AI links COVID-19 to poor sleep, bad dreams

The COVID-19 pandemic is a bad dream in the truest sense of the word—and AI helps to prove it, a team of researchers assert in a study published online Oct. 1 in Frontiers in Psychology.

Anu Katriina Pesonen, head of the Sleep & Mind Research Group at the University of Helsinki and colleagues sought to explore how lockdowns imposed because of COVID-19 lockdown impact the content of people’s dreams and nightmares.

The researchers started by crowdsourcing sleep and stress data during the sixth week of Finland’s COVID-19 lockdown this past winter. A total of 4,275 subjects with a mean age of 43 years old shared assessments of their sleep, and 811 individuals also reported the content of their dreams.

Overall, a majority of patients, 54.2%, reported sleeping substantially more than they typically had pre-pandemic. Many also experienced increased awakenings (28.6%) and nightmares (26%).

The researchers transcribed the content of the dreams from Finnish into English word lists and fed the data into an AI algorithm. Scanning the data for frequently appearing word associations, they identified 33 “dream clusters” as constructed using unsupervised computational network and cluster analysis from what researchers called “smaller dream particles” (rather than entire dreams).

Of these 33 clusters, 20 were characterized as bad dream clusters, 55% of which had pandemic-specific content.

Themes such as failures in social distancing, coronavirus contagion, personal protective equipment, dystopia and apocalypse fell under the pandemic-specific umbrella. For example, word pairs in a dream cluster labeled “disregard of distancing” included mistake-hug, hug-handshake, handshake-restriction, handshake-distancing, distancing-disregard, distancing-crowd, crowd-restriction and crowd-party.

More than half the study participants reported increases in stress levels, which were more closely linked to patterns like fitful sleep and bad dreams. Subjects experiencing the highest degree of stress had more pandemic-specific dreams.

“The results allowed us to speculate that dreaming in extreme circumstances reveals shared visual imagery and memory traces, and in this way, dreams can indicate some form of shared mindscape across individuals,” Pesonen explains in a prepared statement.

She adds that the computational, linguistics-based, AI-assisted analytics used in the study “is really a novel approach in dream research,” and that such research could provide valuable insights for healthcare professionals as they assess the pandemic’s toll on behavioral health.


About this task> Each line shown below should be copied exactly.

___ Dataset extract ___

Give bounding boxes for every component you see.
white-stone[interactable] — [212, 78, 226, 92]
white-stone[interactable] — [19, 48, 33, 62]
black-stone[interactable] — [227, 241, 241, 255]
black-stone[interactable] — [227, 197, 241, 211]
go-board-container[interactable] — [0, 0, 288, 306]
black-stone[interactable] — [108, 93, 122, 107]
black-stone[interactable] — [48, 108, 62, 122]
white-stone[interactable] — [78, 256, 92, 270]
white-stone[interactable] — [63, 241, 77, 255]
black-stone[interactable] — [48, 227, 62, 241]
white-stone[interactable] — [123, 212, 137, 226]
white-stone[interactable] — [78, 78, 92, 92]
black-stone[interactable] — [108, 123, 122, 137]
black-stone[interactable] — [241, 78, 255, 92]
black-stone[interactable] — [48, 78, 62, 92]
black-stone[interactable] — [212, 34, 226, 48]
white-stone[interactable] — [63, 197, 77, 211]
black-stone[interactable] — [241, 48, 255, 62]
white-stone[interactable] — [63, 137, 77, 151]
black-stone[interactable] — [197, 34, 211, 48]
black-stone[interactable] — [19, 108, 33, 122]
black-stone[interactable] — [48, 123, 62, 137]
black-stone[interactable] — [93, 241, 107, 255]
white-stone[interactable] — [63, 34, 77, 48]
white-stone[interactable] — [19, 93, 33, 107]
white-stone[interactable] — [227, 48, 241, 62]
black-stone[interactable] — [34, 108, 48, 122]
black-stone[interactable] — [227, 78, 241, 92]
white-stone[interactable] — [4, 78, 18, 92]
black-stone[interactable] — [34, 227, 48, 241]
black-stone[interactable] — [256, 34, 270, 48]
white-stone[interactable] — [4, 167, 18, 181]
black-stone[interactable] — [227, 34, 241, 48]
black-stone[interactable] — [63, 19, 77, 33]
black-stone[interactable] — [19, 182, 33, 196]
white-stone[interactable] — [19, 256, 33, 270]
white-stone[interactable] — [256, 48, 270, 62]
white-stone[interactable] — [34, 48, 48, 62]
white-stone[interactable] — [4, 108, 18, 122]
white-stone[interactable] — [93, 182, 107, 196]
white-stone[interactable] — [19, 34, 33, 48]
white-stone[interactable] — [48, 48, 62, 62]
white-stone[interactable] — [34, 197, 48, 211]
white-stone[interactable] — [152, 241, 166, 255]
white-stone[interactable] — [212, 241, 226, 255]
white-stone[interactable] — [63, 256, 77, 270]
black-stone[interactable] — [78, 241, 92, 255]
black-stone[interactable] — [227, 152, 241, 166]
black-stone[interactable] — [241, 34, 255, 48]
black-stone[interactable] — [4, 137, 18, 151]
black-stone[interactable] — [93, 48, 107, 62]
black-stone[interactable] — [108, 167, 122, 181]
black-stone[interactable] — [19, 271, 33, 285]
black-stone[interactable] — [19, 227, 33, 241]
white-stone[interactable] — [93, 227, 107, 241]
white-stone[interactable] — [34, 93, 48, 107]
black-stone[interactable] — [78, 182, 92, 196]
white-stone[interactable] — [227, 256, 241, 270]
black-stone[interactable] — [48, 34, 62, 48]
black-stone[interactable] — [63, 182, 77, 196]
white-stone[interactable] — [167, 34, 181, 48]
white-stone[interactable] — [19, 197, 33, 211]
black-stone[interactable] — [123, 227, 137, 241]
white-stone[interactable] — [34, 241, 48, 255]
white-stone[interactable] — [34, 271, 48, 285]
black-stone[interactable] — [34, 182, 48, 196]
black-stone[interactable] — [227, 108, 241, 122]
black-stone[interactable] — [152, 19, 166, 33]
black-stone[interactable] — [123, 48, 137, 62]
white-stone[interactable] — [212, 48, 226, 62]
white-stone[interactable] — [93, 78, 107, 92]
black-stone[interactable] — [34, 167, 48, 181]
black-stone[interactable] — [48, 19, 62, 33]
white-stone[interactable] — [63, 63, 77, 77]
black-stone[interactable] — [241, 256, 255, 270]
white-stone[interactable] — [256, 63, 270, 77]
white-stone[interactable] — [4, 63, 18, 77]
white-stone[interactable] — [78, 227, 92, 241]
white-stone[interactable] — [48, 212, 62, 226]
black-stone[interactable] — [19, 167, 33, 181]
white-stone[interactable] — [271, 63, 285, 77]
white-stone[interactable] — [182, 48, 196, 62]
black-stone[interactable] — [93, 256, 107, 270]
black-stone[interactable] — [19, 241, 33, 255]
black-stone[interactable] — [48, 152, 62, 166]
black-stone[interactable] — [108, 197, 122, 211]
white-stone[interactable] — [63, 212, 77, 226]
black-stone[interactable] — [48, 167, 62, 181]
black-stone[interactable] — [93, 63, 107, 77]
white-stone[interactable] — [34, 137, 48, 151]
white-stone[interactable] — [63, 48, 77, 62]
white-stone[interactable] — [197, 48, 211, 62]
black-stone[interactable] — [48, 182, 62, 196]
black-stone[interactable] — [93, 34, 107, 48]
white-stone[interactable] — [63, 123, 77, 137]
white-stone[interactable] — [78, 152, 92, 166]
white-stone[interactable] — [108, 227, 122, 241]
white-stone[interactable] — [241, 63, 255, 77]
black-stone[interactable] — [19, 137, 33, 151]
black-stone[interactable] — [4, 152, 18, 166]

___

Response>
Give bounding boxes for every component you see.
white-stone[interactable] — [212, 78, 226, 92]
white-stone[interactable] — [19, 48, 33, 62]
black-stone[interactable] — [227, 241, 241, 255]
black-stone[interactable] — [227, 197, 241, 211]
go-board-container[interactable] — [0, 0, 288, 306]
black-stone[interactable] — [108, 93, 122, 107]
black-stone[interactable] — [48, 108, 62, 122]
white-stone[interactable] — [78, 256, 92, 270]
white-stone[interactable] — [63, 241, 77, 255]
black-stone[interactable] — [48, 227, 62, 241]
white-stone[interactable] — [123, 212, 137, 226]
white-stone[interactable] — [78, 78, 92, 92]
black-stone[interactable] — [108, 123, 122, 137]
black-stone[interactable] — [241, 78, 255, 92]
black-stone[interactable] — [48, 78, 62, 92]
black-stone[interactable] — [212, 34, 226, 48]
white-stone[interactable] — [63, 197, 77, 211]
black-stone[interactable] — [241, 48, 255, 62]
white-stone[interactable] — [63, 137, 77, 151]
black-stone[interactable] — [197, 34, 211, 48]
black-stone[interactable] — [19, 108, 33, 122]
black-stone[interactable] — [48, 123, 62, 137]
black-stone[interactable] — [93, 241, 107, 255]
white-stone[interactable] — [63, 34, 77, 48]
white-stone[interactable] — [19, 93, 33, 107]
white-stone[interactable] — [227, 48, 241, 62]
black-stone[interactable] — [34, 108, 48, 122]
black-stone[interactable] — [227, 78, 241, 92]
white-stone[interactable] — [4, 78, 18, 92]
black-stone[interactable] — [34, 227, 48, 241]
black-stone[interactable] — [256, 34, 270, 48]
white-stone[interactable] — [4, 167, 18, 181]
black-stone[interactable] — [227, 34, 241, 48]
black-stone[interactable] — [63, 19, 77, 33]
black-stone[interactable] — [19, 182, 33, 196]
white-stone[interactable] — [19, 256, 33, 270]
white-stone[interactable] — [256, 48, 270, 62]
white-stone[interactable] — [34, 48, 48, 62]
white-stone[interactable] — [4, 108, 18, 122]
white-stone[interactable] — [93, 182, 107, 196]
white-stone[interactable] — [19, 34, 33, 48]
white-stone[interactable] — [48, 48, 62, 62]
white-stone[interactable] — [34, 197, 48, 211]
white-stone[interactable] — [152, 241, 166, 255]
white-stone[interactable] — [212, 241, 226, 255]
white-stone[interactable] — [63, 256, 77, 270]
black-stone[interactable] — [78, 241, 92, 255]
black-stone[interactable] — [227, 152, 241, 166]
black-stone[interactable] — [241, 34, 255, 48]
black-stone[interactable] — [4, 137, 18, 151]
black-stone[interactable] — [93, 48, 107, 62]
black-stone[interactable] — [108, 167, 122, 181]
black-stone[interactable] — [19, 271, 33, 285]
black-stone[interactable] — [19, 227, 33, 241]
white-stone[interactable] — [93, 227, 107, 241]
white-stone[interactable] — [34, 93, 48, 107]
black-stone[interactable] — [78, 182, 92, 196]
white-stone[interactable] — [227, 256, 241, 270]
black-stone[interactable] — [48, 34, 62, 48]
black-stone[interactable] — [63, 182, 77, 196]
white-stone[interactable] — [167, 34, 181, 48]
white-stone[interactable] — [19, 197, 33, 211]
black-stone[interactable] — [123, 227, 137, 241]
white-stone[interactable] — [34, 241, 48, 255]
white-stone[interactable] — [34, 271, 48, 285]
black-stone[interactable] — [34, 182, 48, 196]
black-stone[interactable] — [227, 108, 241, 122]
black-stone[interactable] — [152, 19, 166, 33]
black-stone[interactable] — [123, 48, 137, 62]
white-stone[interactable] — [212, 48, 226, 62]
white-stone[interactable] — [93, 78, 107, 92]
black-stone[interactable] — [34, 167, 48, 181]
black-stone[interactable] — [48, 19, 62, 33]
white-stone[interactable] — [63, 63, 77, 77]
black-stone[interactable] — [241, 256, 255, 270]
white-stone[interactable] — [256, 63, 270, 77]
white-stone[interactable] — [4, 63, 18, 77]
white-stone[interactable] — [78, 227, 92, 241]
white-stone[interactable] — [48, 212, 62, 226]
black-stone[interactable] — [19, 167, 33, 181]
white-stone[interactable] — [271, 63, 285, 77]
white-stone[interactable] — [182, 48, 196, 62]
black-stone[interactable] — [93, 256, 107, 270]
black-stone[interactable] — [19, 241, 33, 255]
black-stone[interactable] — [48, 152, 62, 166]
black-stone[interactable] — [108, 197, 122, 211]
white-stone[interactable] — [63, 212, 77, 226]
black-stone[interactable] — [48, 167, 62, 181]
black-stone[interactable] — [93, 63, 107, 77]
white-stone[interactable] — [34, 137, 48, 151]
white-stone[interactable] — [63, 48, 77, 62]
white-stone[interactable] — [197, 48, 211, 62]
black-stone[interactable] — [48, 182, 62, 196]
black-stone[interactable] — [93, 34, 107, 48]
white-stone[interactable] — [63, 123, 77, 137]
white-stone[interactable] — [78, 152, 92, 166]
white-stone[interactable] — [108, 227, 122, 241]
white-stone[interactable] — [241, 63, 255, 77]
black-stone[interactable] — [19, 137, 33, 151]
black-stone[interactable] — [4, 152, 18, 166]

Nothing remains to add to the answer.